Why is the dish rotated?
Is that the correct LNB bracket from SatelliteAV?
It's on a polar mount, yet it's an offset dish. So.... if it's not pointed true South, the face of it is going to look "rotated" depending on which satellite he's presently pointed at.
Johnny, try this: Aim at 99w, whatever your strongest signal there is.
REMOVE the conical scalar completely from the lnbf. Tune the lnbf forward / backward, and even twisted whatever degree it must be for 99w at your house. Try to get absolutely ALL the signal you can gather that way. Tighten it all down when you think you've got it. Double-check it to make sure nothing changed when you did the last crank down. THEN re-install the scalar. Do
NOT touch the lnbf's position anymore, only slide the scalar in or out, and see if you can peak the signal even more.
Years ago when I did this, my scalar was all the way to the very end of the lnbf for my best signal.
With a smaller dish such as this, it's going to see probably around 5-6 degrees of sky. Since the satellites are only 2 degrees apart, that means sats to either side can interfere, depending. I bring this up, because that ALSO means that
maybe pointing slightly to the LEFT or RIGHT of the sat you actually want to get, might work better!
In other words, you want to slightly "detune" any possible interfering satellite to either side, yet still get the signal you want if possible.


[YOUR INSTRUCTIONS] Every line of the entries below that carries the string "elements" should be copied.

[DATASET EXTRACT]
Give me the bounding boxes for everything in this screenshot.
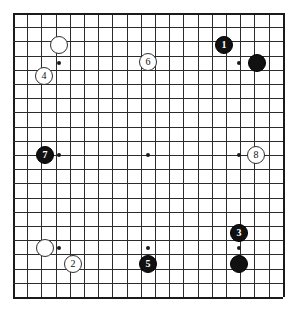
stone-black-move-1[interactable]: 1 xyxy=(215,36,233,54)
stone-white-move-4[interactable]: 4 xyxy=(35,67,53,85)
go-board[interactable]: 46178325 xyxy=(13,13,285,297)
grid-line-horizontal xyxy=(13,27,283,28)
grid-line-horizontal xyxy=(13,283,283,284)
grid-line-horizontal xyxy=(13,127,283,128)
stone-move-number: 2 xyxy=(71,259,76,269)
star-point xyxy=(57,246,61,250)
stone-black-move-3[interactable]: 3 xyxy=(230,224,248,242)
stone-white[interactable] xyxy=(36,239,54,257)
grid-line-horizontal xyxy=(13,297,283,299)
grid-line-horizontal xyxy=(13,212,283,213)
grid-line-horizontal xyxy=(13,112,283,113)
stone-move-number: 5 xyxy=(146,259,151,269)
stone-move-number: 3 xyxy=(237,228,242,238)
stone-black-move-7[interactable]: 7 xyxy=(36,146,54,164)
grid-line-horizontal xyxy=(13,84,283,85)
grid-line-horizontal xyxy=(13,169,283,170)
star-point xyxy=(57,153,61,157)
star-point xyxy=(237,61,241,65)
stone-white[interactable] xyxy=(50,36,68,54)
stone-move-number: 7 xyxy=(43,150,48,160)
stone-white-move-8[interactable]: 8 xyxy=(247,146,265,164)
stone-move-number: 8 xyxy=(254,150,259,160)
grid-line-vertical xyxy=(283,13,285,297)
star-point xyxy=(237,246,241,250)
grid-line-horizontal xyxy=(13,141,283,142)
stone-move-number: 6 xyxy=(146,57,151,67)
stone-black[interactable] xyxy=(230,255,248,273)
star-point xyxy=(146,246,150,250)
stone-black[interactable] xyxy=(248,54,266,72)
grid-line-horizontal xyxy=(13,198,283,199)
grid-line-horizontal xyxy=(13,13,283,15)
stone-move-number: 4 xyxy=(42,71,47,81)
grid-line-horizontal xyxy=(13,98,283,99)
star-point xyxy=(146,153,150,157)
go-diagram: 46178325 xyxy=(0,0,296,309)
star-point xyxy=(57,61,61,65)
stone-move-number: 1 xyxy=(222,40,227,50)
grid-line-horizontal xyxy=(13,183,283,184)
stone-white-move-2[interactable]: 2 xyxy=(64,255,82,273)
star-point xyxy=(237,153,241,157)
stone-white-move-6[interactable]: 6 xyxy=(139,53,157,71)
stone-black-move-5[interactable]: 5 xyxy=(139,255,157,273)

---

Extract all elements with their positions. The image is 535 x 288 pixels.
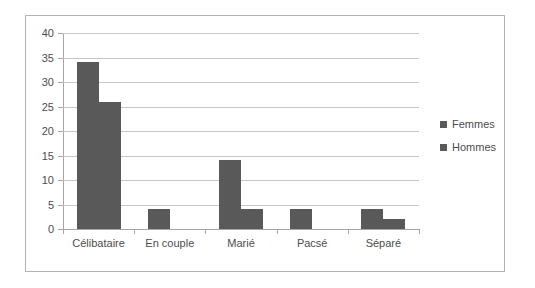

* * *

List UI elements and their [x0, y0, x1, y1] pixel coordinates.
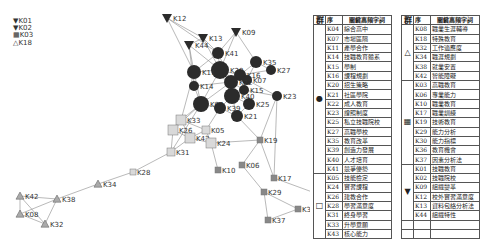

[TASK RESPONSE]
Extract all elements with their positions. The image is 535 x 288 pixels.
List UI elements and their [x0, y0, x1, y1] pixel coordinates.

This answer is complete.